Watch: Kosovo politicians use teargas in parliament

Opposition politicians in Kosovo have disrupted parliament, using tear gas and whistles to protest over the government’s recent EU-sponsored deal with Serbia giving the country’s Serb-majority areas greater powers.

Watch: Kosovo politicians use teargas in parliament

Opposition politicians in Kosovo have disrupted parliament, using tear gas and whistles to protest over the government’s recent EU-sponsored deal with Serbia giving the country’s Serb-majority areas greater powers.

The opposition wants the government to backtrack from the deal, saying it endangers Kosovo’s territorial integrity. The governing coalition says the opposition wants to come to power through unconstitutional means.

A statement from the government deplored “the violence of a group of the opposition ... from which some politicians were injured and asked for medical assistance”. There were no reports of serious injuries.

Kosovo’s president Atifete Jahjaga denounced the “nasty actions of the opposition’s politicians”.

“Conceptual and political disagreements should be debated with the power of argument and parliamentary culture,” she said in a statement.

Parliament speaker Kadri Veseli continued the session, inviting the opposition to take part in the debate on the deals with Serbia to “together express our reservations, or displeasure, or support for the Brussels agreement”.

“What is happening is not patriotism and it is not helping Kosovo,” he said.

Opposition politician Glauk Konjufca, of the Vetevendosje (Self-Determination) Party, said the protests at the weekly sessions on Thursdays would continue. This was the third straight disturbance.

“(We are) blocking parliamentary life in Kosovo to reject what the government signed and we ask the government to withdraw its signature from the recent agreements with Serbia, especially this about the establishment of the Serbian association of municipalities,” he said.

The US embassy said some of its staff members in Pristina were among those injured in the disturbance, which it said made “a mockery of one of Kosovo’s most important democratic institutions”.

Prime minister Isa Mustafa escaped untouched when eggs were thrown on a street earlier this week. He was the target of more eggs hurled by opposition politicians last month when he was escorted out of parliament, assisted by bodyguards protecting him with an umbrella.

Serbia rejects Kosovo’s 2008 secession, already recognised by more than 100 countries.

Mr Mustafa’s Democratic Party and his deputy and foreign minister Hashim Thaci’s Democratic League of Kosovo hold 68 of the 120 parliamentary seats.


ACTIVITY >> Nothing may be left out or changed. Print every entry.

(Pixel coordinate grounding data)

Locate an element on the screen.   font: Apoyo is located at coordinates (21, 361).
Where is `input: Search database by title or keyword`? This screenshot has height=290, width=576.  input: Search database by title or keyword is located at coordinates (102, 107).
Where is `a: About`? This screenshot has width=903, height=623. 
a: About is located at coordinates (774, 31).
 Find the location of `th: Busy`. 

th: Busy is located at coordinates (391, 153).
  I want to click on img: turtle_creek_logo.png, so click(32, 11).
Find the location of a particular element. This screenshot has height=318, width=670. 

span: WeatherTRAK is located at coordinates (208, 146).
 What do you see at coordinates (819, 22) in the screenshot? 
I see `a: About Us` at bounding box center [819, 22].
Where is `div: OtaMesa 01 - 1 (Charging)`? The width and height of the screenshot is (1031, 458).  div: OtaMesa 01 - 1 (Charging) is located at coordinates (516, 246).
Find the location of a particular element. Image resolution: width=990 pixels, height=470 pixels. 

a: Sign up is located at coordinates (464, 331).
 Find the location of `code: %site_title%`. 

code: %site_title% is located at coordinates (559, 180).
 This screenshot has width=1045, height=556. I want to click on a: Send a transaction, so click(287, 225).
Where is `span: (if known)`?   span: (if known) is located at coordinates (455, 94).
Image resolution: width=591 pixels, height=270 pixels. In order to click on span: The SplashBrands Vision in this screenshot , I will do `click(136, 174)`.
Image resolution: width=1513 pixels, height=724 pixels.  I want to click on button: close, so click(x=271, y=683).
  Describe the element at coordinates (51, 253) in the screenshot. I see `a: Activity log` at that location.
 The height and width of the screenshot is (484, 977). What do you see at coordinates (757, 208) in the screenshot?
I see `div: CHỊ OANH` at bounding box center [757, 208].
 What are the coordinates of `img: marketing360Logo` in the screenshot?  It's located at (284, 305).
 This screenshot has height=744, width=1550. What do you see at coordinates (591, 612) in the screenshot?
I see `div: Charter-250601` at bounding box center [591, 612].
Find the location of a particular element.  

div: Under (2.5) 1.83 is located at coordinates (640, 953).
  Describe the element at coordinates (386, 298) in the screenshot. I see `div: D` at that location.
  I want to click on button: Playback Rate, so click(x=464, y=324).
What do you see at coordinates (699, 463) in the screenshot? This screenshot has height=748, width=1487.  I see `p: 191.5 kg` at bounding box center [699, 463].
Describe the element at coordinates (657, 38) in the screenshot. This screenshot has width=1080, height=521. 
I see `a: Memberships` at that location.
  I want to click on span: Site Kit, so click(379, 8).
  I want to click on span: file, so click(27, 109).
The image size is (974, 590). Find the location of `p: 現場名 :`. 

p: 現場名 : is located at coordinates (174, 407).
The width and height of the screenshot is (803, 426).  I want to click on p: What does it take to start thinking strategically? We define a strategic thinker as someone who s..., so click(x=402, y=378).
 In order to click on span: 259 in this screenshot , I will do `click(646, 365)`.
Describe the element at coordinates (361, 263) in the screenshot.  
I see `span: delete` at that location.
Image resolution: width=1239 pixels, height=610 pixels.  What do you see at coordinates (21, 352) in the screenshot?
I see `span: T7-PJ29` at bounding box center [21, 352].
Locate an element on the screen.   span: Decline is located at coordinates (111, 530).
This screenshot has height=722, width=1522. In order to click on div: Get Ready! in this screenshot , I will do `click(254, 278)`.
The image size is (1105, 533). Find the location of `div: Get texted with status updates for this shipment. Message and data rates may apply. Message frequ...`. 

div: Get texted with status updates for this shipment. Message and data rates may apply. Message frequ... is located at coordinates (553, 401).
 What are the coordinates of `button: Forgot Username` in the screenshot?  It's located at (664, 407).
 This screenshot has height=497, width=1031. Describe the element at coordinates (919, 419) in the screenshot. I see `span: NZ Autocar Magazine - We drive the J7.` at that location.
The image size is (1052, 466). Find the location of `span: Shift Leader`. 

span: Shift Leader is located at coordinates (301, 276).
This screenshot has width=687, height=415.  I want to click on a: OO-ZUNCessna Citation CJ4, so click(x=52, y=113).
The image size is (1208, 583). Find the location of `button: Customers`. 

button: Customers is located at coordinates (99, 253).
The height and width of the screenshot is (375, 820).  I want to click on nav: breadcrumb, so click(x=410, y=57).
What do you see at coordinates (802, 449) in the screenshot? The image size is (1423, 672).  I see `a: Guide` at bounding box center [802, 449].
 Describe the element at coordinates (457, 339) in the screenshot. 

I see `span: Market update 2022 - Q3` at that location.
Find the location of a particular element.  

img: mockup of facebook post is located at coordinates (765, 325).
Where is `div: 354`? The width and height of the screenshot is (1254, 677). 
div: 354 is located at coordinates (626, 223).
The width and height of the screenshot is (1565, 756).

EXPECTED ANSWER >>
Locate an element on the screen.   font: Apoyo is located at coordinates (21, 361).
Where is `input: Search database by title or keyword`? This screenshot has height=290, width=576.  input: Search database by title or keyword is located at coordinates (102, 107).
Where is `a: About`? This screenshot has width=903, height=623. 
a: About is located at coordinates (774, 31).
 Find the location of `th: Busy`. 

th: Busy is located at coordinates (391, 153).
  I want to click on img: turtle_creek_logo.png, so click(32, 11).
Find the location of a particular element. This screenshot has height=318, width=670. 

span: WeatherTRAK is located at coordinates (208, 146).
 What do you see at coordinates (819, 22) in the screenshot? 
I see `a: About Us` at bounding box center [819, 22].
Where is `div: OtaMesa 01 - 1 (Charging)`? The width and height of the screenshot is (1031, 458).  div: OtaMesa 01 - 1 (Charging) is located at coordinates (516, 246).
Find the location of a particular element. Image resolution: width=990 pixels, height=470 pixels. 

a: Sign up is located at coordinates (464, 331).
 Find the location of `code: %site_title%`. 

code: %site_title% is located at coordinates (559, 180).
 This screenshot has width=1045, height=556. I want to click on a: Send a transaction, so click(287, 225).
Where is `span: (if known)`?   span: (if known) is located at coordinates (455, 94).
Image resolution: width=591 pixels, height=270 pixels. In order to click on span: The SplashBrands Vision in this screenshot , I will do `click(136, 174)`.
Image resolution: width=1513 pixels, height=724 pixels.  I want to click on button: close, so click(x=271, y=683).
  Describe the element at coordinates (51, 253) in the screenshot. I see `a: Activity log` at that location.
 The height and width of the screenshot is (484, 977). What do you see at coordinates (757, 208) in the screenshot?
I see `div: CHỊ OANH` at bounding box center [757, 208].
 What are the coordinates of `img: marketing360Logo` in the screenshot?  It's located at (284, 305).
 This screenshot has height=744, width=1550. What do you see at coordinates (591, 612) in the screenshot?
I see `div: Charter-250601` at bounding box center [591, 612].
Find the location of a particular element.  

div: Under (2.5) 1.83 is located at coordinates (640, 953).
  Describe the element at coordinates (386, 298) in the screenshot. I see `div: D` at that location.
  I want to click on button: Playback Rate, so click(x=464, y=324).
What do you see at coordinates (699, 463) in the screenshot? This screenshot has height=748, width=1487.  I see `p: 191.5 kg` at bounding box center [699, 463].
Describe the element at coordinates (657, 38) in the screenshot. This screenshot has width=1080, height=521. 
I see `a: Memberships` at that location.
  I want to click on span: Site Kit, so click(379, 8).
  I want to click on span: file, so click(27, 109).
The image size is (974, 590). Find the location of `p: 現場名 :`. 

p: 現場名 : is located at coordinates (174, 407).
The width and height of the screenshot is (803, 426).  I want to click on p: What does it take to start thinking strategically? We define a strategic thinker as someone who s..., so click(x=402, y=378).
 In order to click on span: 259 in this screenshot , I will do `click(646, 365)`.
Describe the element at coordinates (361, 263) in the screenshot.  
I see `span: delete` at that location.
Image resolution: width=1239 pixels, height=610 pixels.  What do you see at coordinates (21, 352) in the screenshot?
I see `span: T7-PJ29` at bounding box center [21, 352].
Locate an element on the screen.   span: Decline is located at coordinates (111, 530).
This screenshot has height=722, width=1522. In order to click on div: Get Ready! in this screenshot , I will do `click(254, 278)`.
The image size is (1105, 533). Find the location of `div: Get texted with status updates for this shipment. Message and data rates may apply. Message frequ...`. 

div: Get texted with status updates for this shipment. Message and data rates may apply. Message frequ... is located at coordinates (553, 401).
 What are the coordinates of `button: Forgot Username` in the screenshot?  It's located at (664, 407).
 This screenshot has height=497, width=1031. Describe the element at coordinates (919, 419) in the screenshot. I see `span: NZ Autocar Magazine - We drive the J7.` at that location.
The image size is (1052, 466). Find the location of `span: Shift Leader`. 

span: Shift Leader is located at coordinates (301, 276).
This screenshot has width=687, height=415.  I want to click on a: OO-ZUNCessna Citation CJ4, so click(x=52, y=113).
The image size is (1208, 583). Find the location of `button: Customers`. 

button: Customers is located at coordinates (99, 253).
The height and width of the screenshot is (375, 820).  I want to click on nav: breadcrumb, so click(x=410, y=57).
What do you see at coordinates (802, 449) in the screenshot? The image size is (1423, 672).  I see `a: Guide` at bounding box center [802, 449].
 Describe the element at coordinates (457, 339) in the screenshot. 

I see `span: Market update 2022 - Q3` at that location.
Find the location of a particular element.  

img: mockup of facebook post is located at coordinates (765, 325).
Where is `div: 354`? The width and height of the screenshot is (1254, 677). 
div: 354 is located at coordinates (626, 223).
The width and height of the screenshot is (1565, 756).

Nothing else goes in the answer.